Mrs. Medwick lived in the Shawsheen section, on a narrow back street of small neat houses built in the early years of the century when the town’s well-being was tied to textiles. Mill workers had lived in them. Now young lawyers, electrical engineers, electronic technicians did — and teachers. Mrs. Medwick’s house was halfway down the street, on the left, white with red trim, bordered by juniper, the bowl of the bird bath removed for the winter.

“Yes, come in,” she said. She had been looking out the window and had opened the door before he had a chance to use the bell.

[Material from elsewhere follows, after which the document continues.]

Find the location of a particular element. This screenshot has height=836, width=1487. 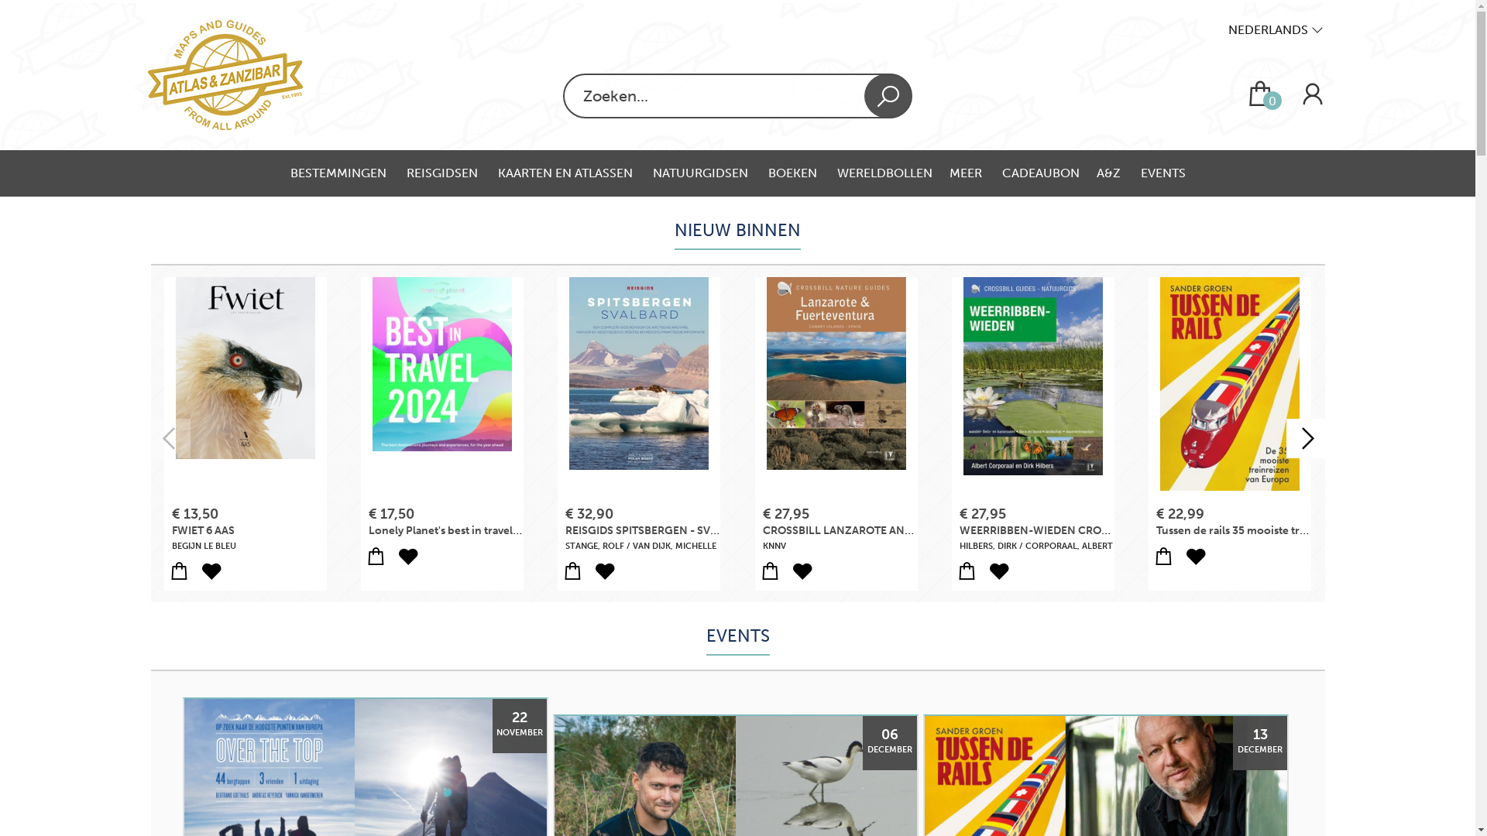

FWIET 6 AAS  is located at coordinates (245, 392).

She led him into the front room, showed him to a chair. “Is it about Walter Bauer?”

“Yes,” he said, “if you don’t mind.”

“Will it take long?”

“No.”

“Good.” She was dressed in a high-neck blouse and a full skirt, her lips lightly painted, as if she had been undecided about staying out of school. She sat squarely in an opposite chair, her skirt drawn well over her knees. “It was suicide, wasn’t it? I mean, there’s no doubt, is there?”